Feasting away on sugary foods regularly can destroy the “good” bacteria living in your gut, warns a new paper from Columbia University researchers. Their mouse study suggests sugar alters the gut microbiome composition and can lead to greater risk for metabolic disease, prediabetes, and weight gain.
Millions of Americans follow what’s dubbed the “Western diet,” which is high in fattening and sugary food. It’s significantly linked to obesity, metabolic syndrome, and diabetes. However, how unhealthy foods jumpstart a path into diseases is still under investigation.
Study authors investigated the effects a Western-style diet has on the gut microbiome of mice. After four weeks, the mice showed signs of metabolic syndrome through weight gain, insulin resistance, and glucose intolerance. Inside their guts, the microbiome shifted to a reduction in segmented filamentous bacteria—common in rodents, fish, and chickens—and increased other types of bacteria.
Having fewer filamentous bacteria had a negative impact on the immune system. The decrease in filamentous bacteria caused a reduction in Th17 immune cells—needed to prevent metabolic disease, diabetes, and weight gain—in the gut.
“These immune cells produce molecules that slow down the absorption of ‘bad’ lipids from the intestines and they decrease intestinal inflammation,” says Dr. Ivaylo Ivanov, associate professor of microbiology & immunology at Columbia’s College of Physicians and Surgeons, in a release. “In other words, they keep the gut healthy and protect the body from absorbing pathogenic lipids.”

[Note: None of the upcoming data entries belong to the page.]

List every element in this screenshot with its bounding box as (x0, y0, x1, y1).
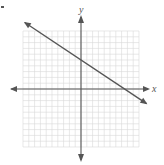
y-axis-up-arrow-icon (78, 15, 84, 23)
plotted-line (24, 22, 147, 104)
coordinate-graph: x y (0, 0, 164, 165)
line-end-arrow-icon (140, 98, 147, 104)
y-axis-label: y (78, 4, 84, 15)
x-axis-left-arrow-icon (10, 86, 17, 92)
line-start-arrow-icon (24, 22, 31, 28)
y-axis-down-arrow-icon (78, 154, 84, 162)
x-axis-right-arrow-icon (143, 86, 150, 92)
x-axis-label: x (151, 83, 157, 94)
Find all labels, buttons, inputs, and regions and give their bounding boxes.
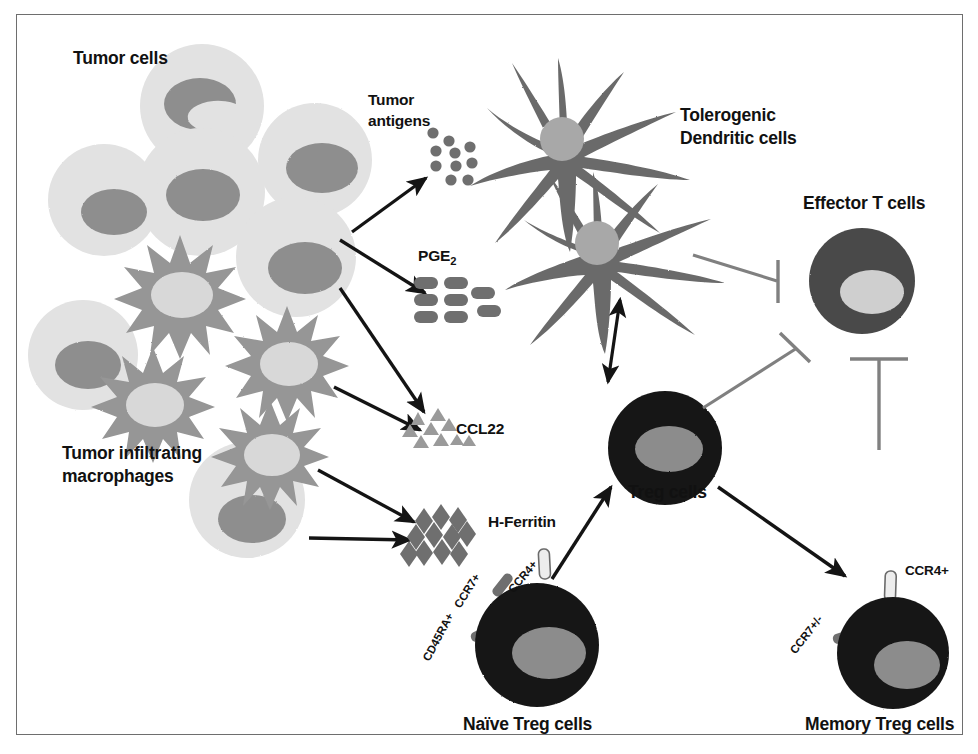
label-ccl22: CCL22 [456,420,504,437]
naive-treg-cell [469,549,599,707]
arrow-macrophage-to-ccl22 [334,387,420,430]
arrow-macrophage-to-hferritin [318,470,414,522]
label-tumor-cells: Tumor cells [73,49,168,69]
receptor-stalk-ccr4-memory [884,571,896,601]
label-macrophages-line2: macrophages [62,467,174,487]
diagram-svg [0,0,978,754]
label-tumor-antigens-line1: Tumor [368,91,414,108]
label-dendritic-line1: Tolerogenic [680,106,776,126]
figure-canvas: Tumor cells Tumor antigens PGE2 CCL22 H-… [0,0,978,754]
label-pge2: PGE2 [418,247,456,268]
dendritic-cells-group [470,58,725,354]
label-effector-t-cells: Effector T cells [803,194,925,214]
tumor-cell [258,103,372,217]
pge2-molecules [414,277,501,323]
memory-treg-cell [832,571,949,709]
arrow-naive-to-treg [552,487,611,579]
inhibition-memory-to-effector [850,359,908,450]
tumor-cell [48,144,160,256]
label-treg-cells: Treg cells [628,483,707,503]
arrow-treg-to-memory [718,487,845,576]
h-ferritin-molecules [400,504,476,567]
arrow-tumor-to-ccl22 [340,288,424,412]
label-macrophages-line1: Tumor infiltrating [62,444,202,464]
arrow-tumorcell-to-hferritin [309,538,410,540]
inhibition-treg-to-effector [703,333,810,408]
tumor-antigens-molecules [427,127,477,185]
label-pge2-subscript: 2 [450,255,456,267]
label-dendritic-line2: Dendritic cells [680,129,797,149]
label-memory-treg-cells: Memory Treg cells [805,715,954,735]
label-h-ferritin: H-Ferritin [488,513,556,530]
receptor-stalk-ccr4 [538,549,551,580]
tumor-cell [236,197,356,317]
label-receptor-ccr4-memory: CCR4+ [905,563,949,578]
label-naive-treg-cells: Naïve Treg cells [463,715,592,735]
macrophage [225,306,349,422]
effector-t-cell [809,228,915,334]
label-tumor-antigens-line2: antigens [368,112,430,129]
label-pge2-main: PGE [418,247,450,264]
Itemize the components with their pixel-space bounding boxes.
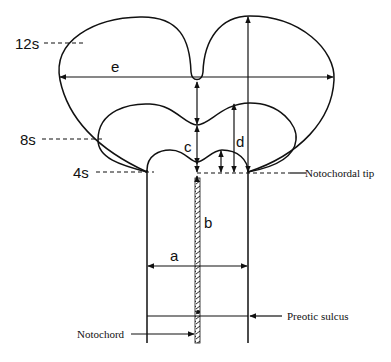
measure-label-e: e <box>111 58 119 75</box>
measure-label-c: c <box>184 138 192 155</box>
annotation-notochord: Notochord <box>77 328 125 340</box>
preotic-sulcus-dot <box>196 310 200 314</box>
measure-label-b: b <box>204 214 212 231</box>
annotation-notochordal-tip: Notochordal tip <box>305 167 375 179</box>
neural-plate-diagram: 12s 8s 4s e c d b a Notochordal tip Preo… <box>0 0 391 362</box>
stage-label-4s: 4s <box>73 164 89 181</box>
measure-label-d: d <box>236 133 244 150</box>
stage-label-12s: 12s <box>15 35 39 52</box>
measure-label-a: a <box>170 247 179 264</box>
stage-label-8s: 8s <box>20 131 36 148</box>
notochord-hatched <box>195 178 200 343</box>
annotation-preotic-sulcus: Preotic sulcus <box>287 310 348 322</box>
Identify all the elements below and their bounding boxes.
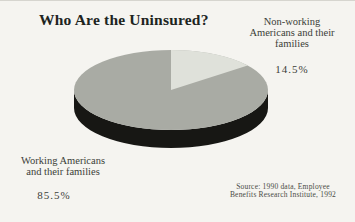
- nonworking-label-line1: Non-working: [229, 16, 355, 27]
- working-label-line1: Working Americans: [2, 155, 124, 166]
- nonworking-label-line2: Americans and their: [229, 27, 355, 38]
- chart-title: Who Are the Uninsured?: [39, 11, 239, 29]
- source-note-line2: Benefits Research Institute, 1992: [212, 191, 354, 199]
- working-percent-value: 85.5%: [2, 189, 106, 201]
- callout-working-label: Working Americans and their families: [2, 155, 124, 177]
- uninsured-pie-figure: Who Are the Uninsured? Non-working Ameri…: [0, 0, 355, 222]
- working-label-line2: and their families: [2, 166, 124, 177]
- nonworking-percent-value: 14.5%: [229, 63, 355, 75]
- source-note: Source: 1990 data, Employee Benefits Res…: [212, 183, 354, 199]
- nonworking-label-line3: families: [229, 38, 355, 49]
- callout-nonworking-label: Non-working Americans and their families: [229, 16, 355, 49]
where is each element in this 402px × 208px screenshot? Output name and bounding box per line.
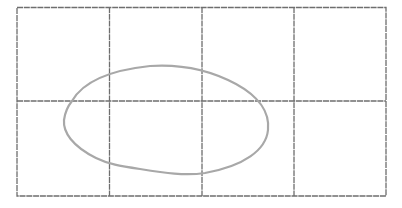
closed-loop bbox=[64, 66, 268, 175]
sketch-canvas bbox=[0, 0, 402, 208]
grid-sketch bbox=[0, 0, 402, 208]
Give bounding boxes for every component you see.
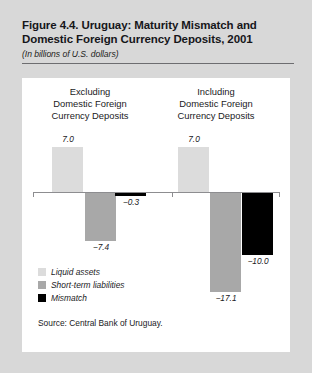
legend-label-mismatch: Mismatch: [51, 293, 87, 303]
legend-swatch-mismatch: [38, 294, 46, 302]
bar-liquid-assets-including: [178, 147, 209, 192]
chart-panel: Excluding Domestic Foreign Currency Depo…: [22, 78, 290, 352]
axis-tick-middle: [172, 192, 173, 197]
bar-mismatch-excluding: [115, 193, 146, 196]
legend-swatch-short-term-liabilities: [38, 281, 46, 289]
plot-area: 7.0 −7.4 −0.3 7.0 −17.1 −10.0: [22, 78, 290, 352]
legend-swatch-liquid-assets: [38, 268, 46, 276]
legend-label-liquid-assets: Liquid assets: [51, 267, 100, 277]
legend-item-liquid-assets: Liquid assets: [38, 266, 125, 278]
legend-item-short-term-liabilities: Short-term liabilities: [38, 279, 125, 291]
bar-label-mismatch-excluding: −0.3: [107, 197, 155, 207]
figure-subtitle: (In billions of U.S. dollars): [22, 49, 296, 59]
figure-container: Figure 4.4. Uruguay: Maturity Mismatch a…: [0, 0, 312, 373]
bar-liquid-assets-excluding: [52, 147, 83, 192]
bar-short-term-liabilities-including: [210, 193, 241, 292]
bar-label-short-term-liabilities-including: −17.1: [202, 293, 250, 303]
legend-label-short-term-liabilities: Short-term liabilities: [51, 280, 125, 290]
axis-tick-left: [33, 192, 34, 197]
axis-tick-right: [279, 192, 280, 197]
bar-label-mismatch-including: −10.0: [234, 256, 282, 266]
figure-source: Source: Central Bank of Uruguay.: [38, 318, 163, 328]
legend-item-mismatch: Mismatch: [38, 292, 125, 304]
bar-label-liquid-assets-excluding: 7.0: [44, 134, 92, 144]
bar-label-liquid-assets-including: 7.0: [170, 134, 218, 144]
title-divider: [22, 63, 294, 64]
chart-legend: Liquid assets Short-term liabilities Mis…: [38, 266, 125, 305]
bar-label-short-term-liabilities-excluding: −7.4: [77, 242, 125, 252]
figure-title: Figure 4.4. Uruguay: Maturity Mismatch a…: [22, 18, 294, 46]
bar-mismatch-including: [242, 193, 273, 255]
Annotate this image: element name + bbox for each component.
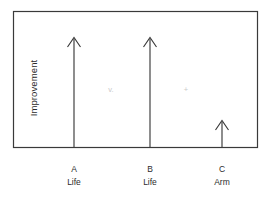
category-sublabel-c: Arm bbox=[214, 177, 230, 187]
category-letter-c: C bbox=[219, 164, 225, 174]
chart-background bbox=[0, 0, 274, 198]
category-sublabel-a: Life bbox=[67, 177, 81, 187]
improvement-arrow-chart: Improvement v. + A Life B Life C Arm bbox=[0, 0, 274, 198]
annotation-plus: + bbox=[184, 85, 189, 94]
y-axis-label: Improvement bbox=[28, 59, 39, 116]
category-letter-a: A bbox=[71, 164, 77, 174]
annotation-versus: v. bbox=[108, 85, 113, 94]
category-letter-b: B bbox=[147, 164, 153, 174]
category-sublabel-b: Life bbox=[143, 177, 157, 187]
figure-container: Improvement v. + A Life B Life C Arm bbox=[0, 0, 274, 198]
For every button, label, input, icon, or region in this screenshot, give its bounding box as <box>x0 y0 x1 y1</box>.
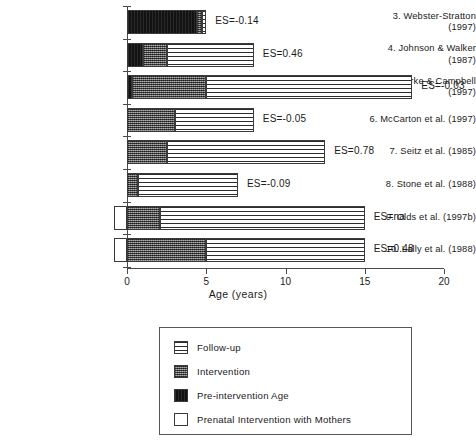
bar-segment-intervention[interactable] <box>127 206 160 230</box>
x-axis-tick <box>127 269 128 274</box>
bar-segment-followup[interactable] <box>138 173 238 197</box>
x-axis-tick-label: 0 <box>124 276 130 287</box>
bar-segment-prenatal[interactable] <box>114 206 127 230</box>
bar-segment-intervention[interactable] <box>127 238 206 262</box>
bar-segment-followup[interactable] <box>160 206 364 230</box>
legend-swatch-prenatal-icon <box>174 413 188 426</box>
legend-item-followup[interactable]: Follow-up <box>174 341 241 354</box>
bar-segment-followup[interactable] <box>167 43 254 67</box>
bar-row[interactable] <box>0 75 476 99</box>
x-axis-tick <box>286 269 287 274</box>
bar-row[interactable] <box>0 43 476 67</box>
bar-segment-followup[interactable] <box>206 238 365 262</box>
effect-size-label: ES=-0.03 <box>421 80 465 91</box>
legend-swatch-followup-icon <box>174 341 188 354</box>
x-axis-tick-label: 20 <box>438 276 449 287</box>
x-axis-tick-label: 5 <box>203 276 209 287</box>
effect-size-label: ES=na <box>374 211 405 222</box>
bar-segment-followup[interactable] <box>175 108 254 132</box>
legend-swatch-preintervention-icon <box>174 389 188 402</box>
effect-size-label: ES=0.48 <box>374 243 414 254</box>
x-axis-title: Age (years) <box>0 288 476 300</box>
bar-segment-followup[interactable] <box>206 75 412 99</box>
effect-size-label: ES=-0.09 <box>247 178 291 189</box>
effect-size-label: ES=-0.05 <box>263 113 307 124</box>
effect-size-label: ES=-0.14 <box>215 15 259 26</box>
bar-segment-intervention[interactable] <box>143 43 167 67</box>
legend-label: Prenatal Intervention with Mothers <box>197 414 351 425</box>
bar-segment-intervention[interactable] <box>127 140 167 164</box>
x-axis-tick <box>206 269 207 274</box>
x-axis-tick <box>444 269 445 274</box>
bar-segment-preintervention[interactable] <box>127 43 143 67</box>
bar-row[interactable] <box>0 108 476 132</box>
chart-root: 3. Webster-Stratton(1997)4. Johnson & Wa… <box>0 0 476 445</box>
effect-size-label: ES=0.78 <box>334 145 374 156</box>
bar-segment-preintervention[interactable] <box>127 10 197 34</box>
x-axis-tick-label: 15 <box>359 276 370 287</box>
x-axis-tick <box>365 269 366 274</box>
legend-item-intervention[interactable]: Intervention <box>174 365 250 378</box>
legend-label: Intervention <box>197 366 250 377</box>
legend-label: Pre-intervention Age <box>197 390 289 401</box>
bar-segment-followup[interactable] <box>167 140 326 164</box>
legend-item-preintervention[interactable]: Pre-intervention Age <box>174 389 289 402</box>
bar-segment-prenatal[interactable] <box>114 238 127 262</box>
bar-row[interactable] <box>0 140 476 164</box>
legend-item-prenatal[interactable]: Prenatal Intervention with Mothers <box>174 413 351 426</box>
bar-row[interactable] <box>0 173 476 197</box>
chart-legend: Follow-upInterventionPre-intervention Ag… <box>159 327 412 435</box>
bar-segment-followup[interactable] <box>202 10 206 34</box>
x-axis-tick-label: 10 <box>280 276 291 287</box>
legend-label: Follow-up <box>197 342 241 353</box>
effect-size-label: ES=0.46 <box>263 48 303 59</box>
legend-swatch-intervention-icon <box>174 365 188 378</box>
bar-segment-intervention[interactable] <box>127 173 138 197</box>
bar-segment-intervention[interactable] <box>132 75 206 99</box>
bar-segment-intervention[interactable] <box>127 108 175 132</box>
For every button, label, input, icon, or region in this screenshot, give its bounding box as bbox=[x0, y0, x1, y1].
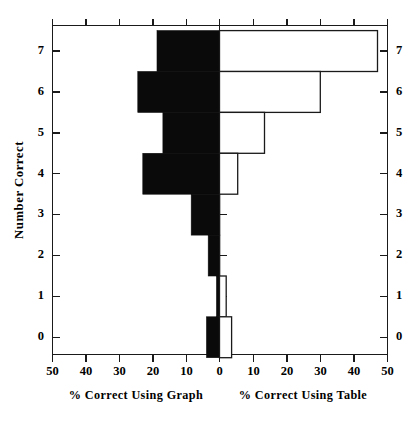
bar-table-5 bbox=[220, 112, 265, 153]
ytick-right-4: 4 bbox=[396, 166, 403, 180]
xtick-left-50: 50 bbox=[46, 364, 59, 378]
bar-table-6 bbox=[220, 72, 321, 113]
ytick-left-4: 4 bbox=[38, 166, 45, 180]
bar-graph-5 bbox=[163, 112, 220, 153]
bar-graph-6 bbox=[138, 72, 220, 113]
chart-figure: 50 40 30 20 10 0 10 20 30 40 50 7 6 5 4 … bbox=[0, 0, 419, 422]
graph-series-bars bbox=[138, 31, 220, 358]
xtick-right-50: 50 bbox=[381, 364, 394, 378]
x-tick-labels: 50 40 30 20 10 0 10 20 30 40 50 bbox=[46, 364, 394, 378]
ytick-left-5: 5 bbox=[38, 125, 44, 139]
y-tick-labels-left: 7 6 5 4 3 2 1 0 bbox=[38, 43, 45, 343]
bar-graph-2 bbox=[208, 235, 220, 276]
bar-graph-3 bbox=[191, 194, 220, 235]
ytick-right-7: 7 bbox=[396, 43, 402, 57]
ytick-left-3: 3 bbox=[38, 206, 44, 220]
bar-graph-4 bbox=[143, 153, 220, 194]
xtick-right-10: 10 bbox=[247, 364, 260, 378]
ytick-right-6: 6 bbox=[396, 84, 402, 98]
xtick-right-30: 30 bbox=[314, 364, 327, 378]
xtick-left-30: 30 bbox=[113, 364, 126, 378]
bar-table-0 bbox=[220, 317, 232, 358]
xtick-right-40: 40 bbox=[348, 364, 361, 378]
back-to-back-bar-chart: 50 40 30 20 10 0 10 20 30 40 50 7 6 5 4 … bbox=[0, 0, 419, 422]
xtick-center-0: 0 bbox=[216, 364, 222, 378]
table-series-bars bbox=[220, 31, 378, 358]
xtick-left-10: 10 bbox=[180, 364, 193, 378]
xtick-left-20: 20 bbox=[147, 364, 160, 378]
xtick-right-20: 20 bbox=[281, 364, 294, 378]
xtick-left-40: 40 bbox=[80, 364, 93, 378]
ytick-right-0: 0 bbox=[396, 329, 402, 343]
y-tick-labels-right: 7 6 5 4 3 2 1 0 bbox=[396, 43, 403, 343]
ytick-left-1: 1 bbox=[38, 288, 44, 302]
xaxis-title-graph: % Correct Using Graph bbox=[69, 388, 203, 402]
bar-table-7 bbox=[220, 31, 378, 72]
bar-table-4 bbox=[220, 153, 238, 194]
bar-table-1 bbox=[220, 276, 227, 317]
ytick-right-5: 5 bbox=[396, 125, 402, 139]
ytick-right-3: 3 bbox=[396, 206, 402, 220]
ytick-right-2: 2 bbox=[396, 247, 402, 261]
xaxis-title-table: % Correct Using Table bbox=[239, 388, 368, 402]
x-axis-ticks-top bbox=[53, 19, 388, 25]
ytick-left-7: 7 bbox=[38, 43, 44, 57]
ytick-left-0: 0 bbox=[38, 329, 44, 343]
yaxis-title: Number Correct bbox=[12, 141, 26, 239]
ytick-left-6: 6 bbox=[38, 84, 44, 98]
ytick-left-2: 2 bbox=[38, 247, 44, 261]
bar-graph-7 bbox=[157, 31, 220, 72]
ytick-right-1: 1 bbox=[396, 288, 402, 302]
bar-graph-0 bbox=[207, 317, 221, 358]
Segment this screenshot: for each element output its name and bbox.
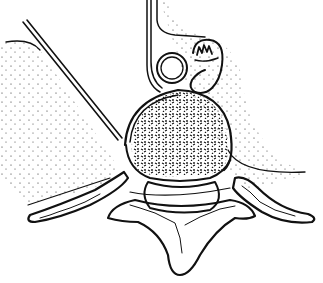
spinous-process [108, 200, 255, 275]
aorta [157, 53, 187, 83]
spinal-canal [130, 182, 230, 213]
vertebral-body [125, 90, 232, 181]
left-soft-tissue [0, 40, 120, 205]
illustration-canvas [0, 0, 323, 283]
vertebra-cross-section-drawing [0, 0, 323, 283]
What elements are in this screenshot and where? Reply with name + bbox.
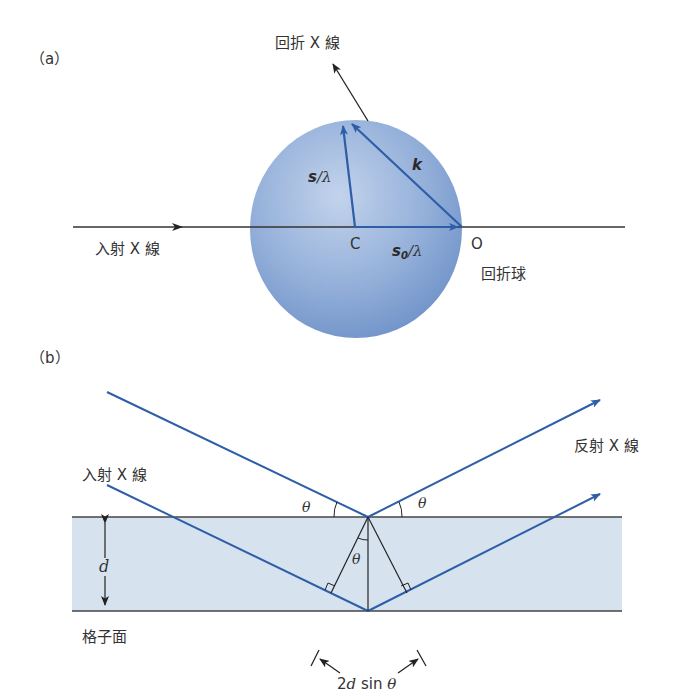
lattice-band [72,517,622,611]
incident-ray-upper [107,392,368,517]
reflected-ray-upper [368,400,600,517]
s0-over-lambda-label: s0/λ [392,242,422,261]
angle-arc-incident [334,502,337,517]
panel-b: （b） θ θ θ d 2d s [30,349,639,693]
diffracted-ray-line [333,64,368,121]
panel-b-label: （b） [30,349,70,367]
point-o-label: O [471,235,483,253]
theta-label-incident: θ [302,499,311,515]
point-c-label: C [350,235,360,253]
ewald-sphere-label: 回折球 [481,265,526,283]
theta-label-reflected: θ [418,495,427,511]
ewald-sphere [250,120,462,338]
path-diff-tick-right [417,650,426,666]
path-diff-arrow-left [320,659,340,673]
path-difference-label: 2d sin θ [337,675,396,693]
s-over-lambda-label: s/λ [308,168,332,186]
panel-a-label: （a） [30,50,69,68]
spacing-d-label: d [99,557,109,576]
diffracted-xray-label: 回折 X 線 [275,34,340,52]
path-diff-tick-left [311,650,319,666]
path-diff-arrow-right [398,659,418,673]
panel-a: （a） 回折 X 線 入射 X 線 回折球 C O s/λ k s0/λ [30,34,625,338]
incident-xray-label-b: 入射 X 線 [82,466,147,484]
theta-label-inner: θ [352,551,361,567]
lattice-plane-label: 格子面 [82,628,127,646]
reflected-xray-label: 反射 X 線 [574,437,639,455]
diagram-canvas: （a） 回折 X 線 入射 X 線 回折球 C O s/λ k s0/λ （b） [0,0,681,695]
incident-xray-label: 入射 X 線 [95,240,160,258]
k-label: k [412,156,423,174]
angle-arc-reflected [399,502,402,517]
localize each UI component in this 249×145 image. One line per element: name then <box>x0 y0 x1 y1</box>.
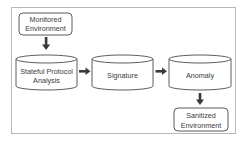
arrow-right-icon <box>79 68 91 76</box>
node-label-line: Signature <box>107 71 138 80</box>
diagram-canvas: Monitored Environment Stateful Protocol … <box>0 0 249 145</box>
node-stateful-protocol-analysis: Stateful Protocol Analysis <box>16 55 77 90</box>
node-label-line: Environment <box>181 121 221 130</box>
node-label-line: Anomaly <box>186 71 214 80</box>
arrow-right-icon <box>156 68 168 76</box>
arrow-down-icon <box>196 93 204 105</box>
node-signature: Signature <box>92 55 153 90</box>
arrow-down-icon <box>42 37 50 50</box>
node-label-line: Environment <box>25 24 65 33</box>
node-label-line: Analysis <box>33 76 60 85</box>
node-label-line: Monitored <box>30 15 62 24</box>
node-monitored-environment: Monitored Environment <box>19 13 72 35</box>
node-sanitized-environment: Sanitized Environment <box>174 108 228 131</box>
node-label-line: Sanitized <box>186 111 216 120</box>
diagram-svg: Monitored Environment Stateful Protocol … <box>0 0 249 145</box>
node-anomaly: Anomaly <box>169 55 231 90</box>
node-label-line: Stateful Protocol <box>20 67 73 76</box>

Of all the ingredients in the Western diet, sugar was the main culprit behind the destruction of filamentous bacteria. “Sugar eliminates the filamentous bacteria, and the protective Th17 cells disappear as a consequence,” explains Ivanov. “When we fed mice a sugar-free, high-fat diet, they retain the intestinal Th17 cells and were completely protected from developing obesity and pre-diabetes, even though they ate the same number of calories.”
The simple solution might have been to cut sugar from the diet altogether, but doing so did not help all mice. Eliminating sugar did not restore filamentous bacteria. Additionally, animals who did not have much of the bacteria to begin with grew obese and developed diabetes even after taking sugar out of the diet.
“This suggests that some popular dietary interventions, such as minimizing sugars, may only work in people who have certain bacterial populations within their microbiota,” says Ivanov.
Probiotics may help. Supplements of filamentous bacteria restored Th17 cells and recovered protection for metabolic syndrome even when on a high-fat diet.
While human gut microbiome is certainly not the same as mice, study authors say having other types of filamentous bacteria could be protective against disease.
“Microbiota are important, but the real protection comes from the Th17 cells induced by the bacteria,” says Ivanov. “Our study emphasizes that a complex interaction between diet, microbiota, and the immune system plays a key role in the development of obesity, metabolic syndrome, type 2 diabetes, and other conditions. It suggests that for optimal health it is important not only to modify your diet but also improve your microbiome or intestinal immune system, for example, by increasing Th17 cell-inducing bacteria.”
The study is published in the journal Cell.